This seems fishy, but nobody has mentioned it yet:
The dominant language of the early Church was Greek, and in Greek the phrase “Jesus Christ, Son of God, Savior” produced the acronym ICHTHYS, the Greek word for fish. A Christian poem of the second century spells the word with the first letters of each line.
Acronyms that produce recognizable words seems to be a common idea.
Insurance Company of North America, called INA, was founded in 1792, and started out offering “fire insurance” to people in Philadelphia (apparently they were novel in insuring the contents of a building in addition to the structure itself).
It’s not entirely clear to me if they were always referred to as INA, but it’s what the company is usually called.

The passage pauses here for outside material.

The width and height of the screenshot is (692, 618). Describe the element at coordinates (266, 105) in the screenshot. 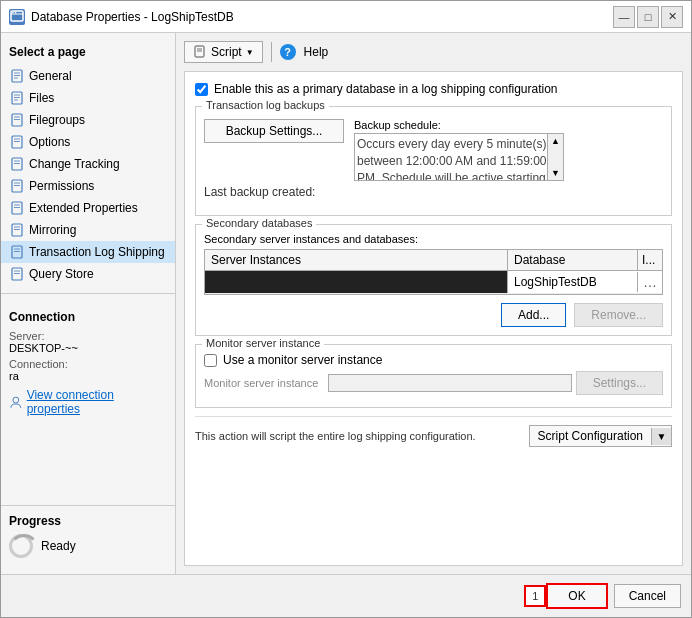

I see `transaction-log-label: Transaction log backups` at that location.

Yes, of course. But people rarely if ever do that anymore. It’s certainly sketchy on the Dope. I wonder when in initialism history we stopped spelling things out when first using initials? I think it was a 21st century thing where it exploded with the use of smart phones.
And at some point people started thinking, “Gee, if I know that acronym, everybody else must!”
The Dutch East India Company or Verenigde Oostindische Compagnie was the world’s first joint stock company. It was universally known as the VOC, and those initials were plastered over a lot of their stuff. The wikipedia article cites a credible assessment that the classic VOC logo was probably the first globally recognised corporate logo.
The Peabody Essex Museum in Salem, MA has a collection of Dutch East India stuff, all with the VOC logo on it. (Salem had an extensive trade with Asia, which they’d rather you remember about the city, rather than that unfortunate business with the witches. Hence the VOC stuff.)
Because there are some acronyms that not “everybody else” but most people in the writer’s audience know. I doubt people go around writing Federal Bureau of Investigation or National Association for the Advancement of Colored People when the FBI or NAACP first come up in an article, post, email, etc.
Where I work, there’s a strict “use the words the first time” policy in our writing (and our job is churning out writing!) but everybody looks the other way when Deoxyribonucleic Acid comes up.
There’s also royal ciphers - those ER (and now, CR) common on things like British mail boxes etc.
Generally they are clever arrangement or intertwining of initials, but the point is they use the first letters, of say, James Rex (JR) for James II in the late 1600’s, or George Rex (GR) for George I in the early 1700’s. The old-timey folks were not unaware of lead letters standing for whole words.